Adams continued by reporting that after Washington concluded his speech, Piomingo announced that he wasn't feeling up to speaking, but promised to do so in the next few days. Those meetings, Lawler said, would typically have been conducted at the offices of the war department in a recently constructed building aptly called the New Hall, which still stands today.

Finally, as wine, punch, and cake were served probably in the Family Dining Room, Adams heard Washington tell a group of the Chickasaws that they had always been "sincere and faithful friends" and that the U.S. valued them "most highly." Washington waited for a response, but according to Adams, they "made no answer to the President's compliment."

Postscript

knox
U.S. Army Secretarial Portrait Gallery, after Gilbert Stuart's c.1805 original
Henry Knox, Secretary of War (1785-1794)

Meetings were held periodically over the next 10 days, but no details are known. A final meeting was held between the President and Chickasaw chiefs at 11 a.m. on July 21. Henry Knox submitted a farewell speech for Washington's review, but no copy of it is known to exist. Nevertheless, we do know that at that meeting President Washington commissioned one of the chiefs as a captain in the militia and gave the delegation many gifts.

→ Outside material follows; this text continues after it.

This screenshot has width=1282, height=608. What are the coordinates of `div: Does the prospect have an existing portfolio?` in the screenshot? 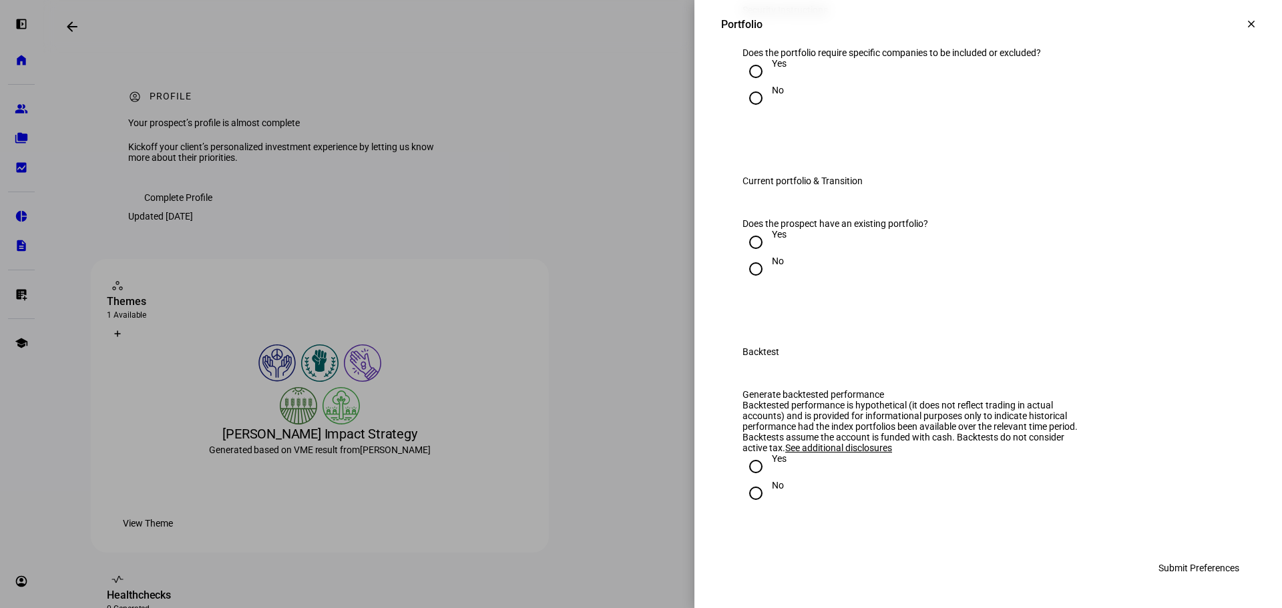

The information comes via Ugulayacabe, who wasn't there but discussed the trip with some of the participants when they returned home. The gifts included either $600 or $1,000 (that's $12,000 to $20,000 in today's money) to Piomingo (the sum was in dispute), clothing and boots for everyone, and presents for their families and for persons named by Piomingo but who were not present. Each Chickasaw received $30 to use for purchases in Philadelphia stores.

At the request of the Chickasaw chiefs, Washington gave Piomingo a written document, setting forth the boundaries of the Chickasaw territory. These coincided exactly with those expressed by Piomingo at the conference in Nashville in 1792. The document stated that the Chickasaw territory was under the protection of the United States and included a warning to its citizens.

newhall
New Hall (reconstructed), adjacent to Carpenters' Hall, Philadelphia. New Hall was built in 1791 to house the Department of War offices. It is likely that the Chickasaws and Secretary of War Knox negotiated here.

They were forbidden to trespass on, injure, or molest Chickasaw persons, lands, hunting grounds, or other rights or property. They were also forbidden to purchase or treat (trade) with the Chickasaws for the title or occupation of any lands held or claimed by them. Washington also said he would "call upon all appropriate citizens to aid and assist in the prosecution and punishment, according to law, of all persons who shall be found offending in the premises."

Piomingo probably couldn't have worded it any better. But in five years, Piomingo and George Washington were both dead and five years after that, the Chickasaws were forced to make their first substantial land cession to the United States. It was a slice of land, which became western Tennessee, northwest Alabama, and western Kentucky.

Chief George Colbert, who had been with Piomingo and George Washington at the meetings in 1794, signed the land cession treaty as the Chickasaw's principal chief. John Quincy Adams was a member of the U.S. Senate, which ratified the treaty in 1807.


Note: The centerpiece for this article was discovered by Baldwyn, MS resident Mitch Caver, who was searching online for references to Chief Piomingo and found this remarkable description of a meeting between the chief and President George Washington.


Sources:

  1. "Diary of John Quincy Adams, July 11, 1794." Housed at the Massachusetts Historical Society, Boston, MA. Excerpts from this diary are courtesy of the Massachusetts Historical Society.
  2. James Atkinson, Splendid Land, Splendid People.
  3. John Haywood, The Civil and Political History of the State of Tennessee.
  4. Clarence Edwin Carter, ed., Territorial Papers of the United States, Volume IV, Territory South of the River Ohio, 1790-1796.
  5. Edward Lawler, Jr., "The President's House Revisited," The Pennsylvania Magazine of History and Biography, Vol. CXXIX, No. 4 (2005).
  6. Edward Lawler, Jr., interview, May 11, 2009.
  7. David Hoth, associate editor, The Papers of George Washington, University of Virginia.